My post this week is a short one. I’ve been writing about the ways of bringing suppressed moral knowledge back to the surface. Last time I emphasized that these ways are merely illustrations, not magic tricks to be played on every audience, not use-on-all-occasions conversational stratagems. Sometimes, I said, the only thing to do is nothing – or what looks, from the outside, like doing nothing. One must wait alertly for an opportunity from God. And one had better be praying at all times, because one may have to wait a long while, and the opportunity may come and go by in a flash.
Case in point: An older, returning student visited my office hours one day to tell me that I was “scaring him.” The class had been studying Aristotle’s Nicomachean Ethics. Conversation went something like this.
“I’m scaring you?”
“Yeah. [He holds out his hand.] I’m shaking. See?”
He really was.
“How am I scaring you?”
“Well, it isn’t really you. It’s Aristotle.”
“How is Aristotle scaring you?”
“It’s this book of his you’re making us read.”
“How is Aristotle’s book scaring you?”
“Well, he keeps talking about the virtues. And it’s making me realize that I haven’t led a virtuous life.”
In the assigned reading, Aristotle had merely explained that the virtues are necessary for a flourishing life. He hadn’t mentioned God. He hadn’t mentioned law. He hadn’t said a thing about guilt or transgression. And I hadn’t said anything about them either.
Until this moment I hadn’t known that God could use an old pagan who said nothing about these things to bring about the conviction of sin.
And here the young man sat, his hands still quivering, waiting for me to tell him what to do about it.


* **Exercise**
Without including any pictures, write out all the records word for word.

* **Input material**
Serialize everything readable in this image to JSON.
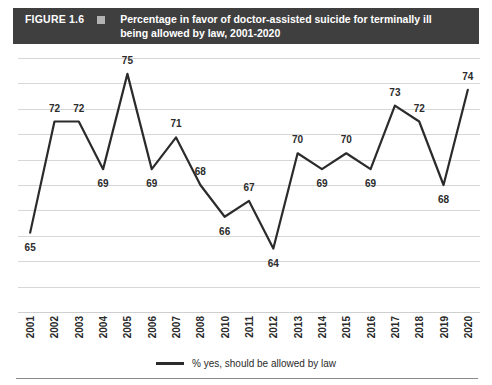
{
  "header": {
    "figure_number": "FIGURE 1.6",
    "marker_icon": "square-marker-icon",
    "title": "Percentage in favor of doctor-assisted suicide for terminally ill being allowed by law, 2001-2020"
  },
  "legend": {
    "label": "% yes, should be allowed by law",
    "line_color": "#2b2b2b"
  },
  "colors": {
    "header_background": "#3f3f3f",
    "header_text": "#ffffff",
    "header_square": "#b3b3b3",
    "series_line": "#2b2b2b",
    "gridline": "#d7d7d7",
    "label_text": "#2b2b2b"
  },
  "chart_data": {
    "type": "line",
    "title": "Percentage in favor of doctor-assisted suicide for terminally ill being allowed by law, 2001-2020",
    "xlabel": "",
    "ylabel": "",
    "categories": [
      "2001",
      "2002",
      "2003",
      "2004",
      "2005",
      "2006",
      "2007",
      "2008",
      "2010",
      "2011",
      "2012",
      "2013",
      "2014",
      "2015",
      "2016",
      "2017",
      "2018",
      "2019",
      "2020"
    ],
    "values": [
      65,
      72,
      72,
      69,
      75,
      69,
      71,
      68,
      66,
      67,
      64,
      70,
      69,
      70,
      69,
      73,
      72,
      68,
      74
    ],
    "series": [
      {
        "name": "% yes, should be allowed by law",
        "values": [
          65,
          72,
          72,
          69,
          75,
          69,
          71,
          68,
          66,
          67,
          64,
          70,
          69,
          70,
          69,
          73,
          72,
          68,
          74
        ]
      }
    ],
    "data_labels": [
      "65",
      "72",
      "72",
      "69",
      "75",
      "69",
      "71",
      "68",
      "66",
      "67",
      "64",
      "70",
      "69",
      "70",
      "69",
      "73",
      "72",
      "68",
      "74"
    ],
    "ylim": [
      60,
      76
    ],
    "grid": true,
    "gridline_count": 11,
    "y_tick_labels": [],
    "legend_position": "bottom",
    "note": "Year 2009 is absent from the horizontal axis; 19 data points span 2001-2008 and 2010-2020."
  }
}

* **Completed exercise**
Serialize everything readable in this image to JSON.
{
  "header": {
    "figure_number": "FIGURE 1.6",
    "marker_icon": "square-marker-icon",
    "title": "Percentage in favor of doctor-assisted suicide for terminally ill being allowed by law, 2001-2020"
  },
  "legend": {
    "label": "% yes, should be allowed by law",
    "line_color": "#2b2b2b"
  },
  "colors": {
    "header_background": "#3f3f3f",
    "header_text": "#ffffff",
    "header_square": "#b3b3b3",
    "series_line": "#2b2b2b",
    "gridline": "#d7d7d7",
    "label_text": "#2b2b2b"
  },
  "chart_data": {
    "type": "line",
    "title": "Percentage in favor of doctor-assisted suicide for terminally ill being allowed by law, 2001-2020",
    "xlabel": "",
    "ylabel": "",
    "categories": [
      "2001",
      "2002",
      "2003",
      "2004",
      "2005",
      "2006",
      "2007",
      "2008",
      "2010",
      "2011",
      "2012",
      "2013",
      "2014",
      "2015",
      "2016",
      "2017",
      "2018",
      "2019",
      "2020"
    ],
    "values": [
      65,
      72,
      72,
      69,
      75,
      69,
      71,
      68,
      66,
      67,
      64,
      70,
      69,
      70,
      69,
      73,
      72,
      68,
      74
    ],
    "series": [
      {
        "name": "% yes, should be allowed by law",
        "values": [
          65,
          72,
          72,
          69,
          75,
          69,
          71,
          68,
          66,
          67,
          64,
          70,
          69,
          70,
          69,
          73,
          72,
          68,
          74
        ]
      }
    ],
    "data_labels": [
      "65",
      "72",
      "72",
      "69",
      "75",
      "69",
      "71",
      "68",
      "66",
      "67",
      "64",
      "70",
      "69",
      "70",
      "69",
      "73",
      "72",
      "68",
      "74"
    ],
    "ylim": [
      60,
      76
    ],
    "grid": true,
    "gridline_count": 11,
    "y_tick_labels": [],
    "legend_position": "bottom",
    "note": "Year 2009 is absent from the horizontal axis; 19 data points span 2001-2008 and 2010-2020."
  }
}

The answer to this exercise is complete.